Dark Money
What a shame yesterday to learn that one of my favorite leaders lost his job in a tussle with his PE owners during his “second bite at the apple.” He founded his company on the notion of it becoming a billion-dollar baby, and it was on a trajectory to do just that through the usual roll-ups and tuck-ins, and organic growth.
He was excited about PE and his first investor and saw a great path. It was a great choice. I knew the firm and its reputation, and its principals are good buyers and owners. They were what I have come to call smart money. But four years later, after a great run, they exited and dark money entered the scene. PE has to flip, and flip they did. The second owners came in with a bang — with their dreaded playbook from which there is no deviating.
The first thing they did was install their CFO — de riguere, especially with the dark money handlers. Cost-cutting ensured. No growth equity here. Top officers were jettisoned. Several of them top women leaders who left when the onslaught began. One told me the day the PE firm closed, the suits arrived in swarms. Hands-on was an understatement. It’s about the playbook and “my way or the highway.”
And on it went, with a push me/pull you between the PE owners and CEO, who thought the company was still his, probably in shock from the transition from smart to dark. But when they write the check and take a majority interest, they own you. It’s as simple as that. The fine print usually spells out preferred rights if certain circumstances prevail. And so, he was out.
I wrote him to ask, “Why didn’t you call me?” I’ve seen this movie play out in our industry literally a few hundred times and could have helped. We could have warned him about the dark money players. We know who they are. The CEOs in our network have worked with most of them.
And when leaders get unceremoniously dumped, I usually get the call to talk through all the feelings and bruises the ego and emotions take. It’s happened to public company CEOs, too, but seems more prevalent among PE. We offer an ear, access to our research and experts while in transition, and networking galore. We’ve even had CEOs negotiate Outsell into their exit packages. But I’ll leave that for another day.
At the end of the day, PE is blood sport. It’s for certain types of firms and certain leaders, and one has to have a certain mindset to compete and thrive in it. But most of all, you need to know the rules of engagement and the culture of the firm that is signing the check. It can be downright ugly. I’ve seen more than one CEO shocked by the experience, especially when it comes to a business they’ve founded and still think of as theirs.
It reminded me of a turnaround CEO I worked with at D&B moons ago. He was brought in to work on a business that needed process reengineering, new leadership, growth, or all of the above. I was put on special assignment to work with him and the process reengineering firm he brought in. That year was my MBA. It was priceless in so many ways.
I’ll never forget one seminal moment when he asked the CEO of a boutique firm we had bought to join him in the conference room. The CEO of the boutique firm was fighting integration — the new ways of the parent company. He was wanting to run the show without playing nice with the other leaders or sharing the benefits of his boutique’s research inside the firm. So, into the conference room we went.
This leader sat him down and said:
You sold me your company.
I wrote you a check.
You cashed it.
Your company is now mine.
It’s a little more complex than that with PE, but not my much. Enamored with growth? Looking for the exit and cashing out? Want the second bite? Choose your PE partner wisely.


§ TASK PROMPT
Type the data below again exactly. Omit all pictures.

--- START ---

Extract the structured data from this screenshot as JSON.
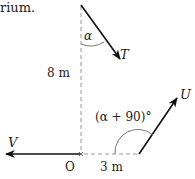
{
  "diagram": {
    "caption_fragment": "rium.",
    "vectors": {
      "T": {
        "label": "T",
        "direction": "down-right from top of vertical line"
      },
      "V": {
        "label": "V",
        "direction": "left along horizontal from O"
      },
      "U": {
        "label": "U",
        "direction": "up-right from point 3 m right of O"
      }
    },
    "angles": {
      "alpha": "α",
      "u_angle": "(α + 90)°"
    },
    "dimensions": {
      "vertical": "8 m",
      "horizontal": "3 m"
    },
    "origin_label": "O",
    "colors": {
      "arrow": "#111111",
      "dashed": "#999999",
      "arc": "#777777",
      "text": "#222222"
    }
  }
}
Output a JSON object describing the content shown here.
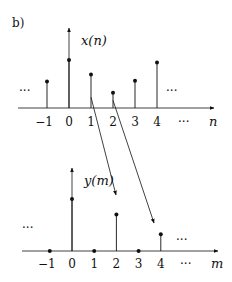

--- END ---

§ RESPONSE TO THE EXERCISE
Extract the structured data from this screenshot as JSON.
{
  "diagram": {
    "caption_fragment": "rium.",
    "vectors": {
      "T": {
        "label": "T",
        "direction": "down-right from top of vertical line"
      },
      "V": {
        "label": "V",
        "direction": "left along horizontal from O"
      },
      "U": {
        "label": "U",
        "direction": "up-right from point 3 m right of O"
      }
    },
    "angles": {
      "alpha": "α",
      "u_angle": "(α + 90)°"
    },
    "dimensions": {
      "vertical": "8 m",
      "horizontal": "3 m"
    },
    "origin_label": "O",
    "colors": {
      "arrow": "#111111",
      "dashed": "#999999",
      "arc": "#777777",
      "text": "#222222"
    }
  }
}
Output a JSON object describing the content shown here.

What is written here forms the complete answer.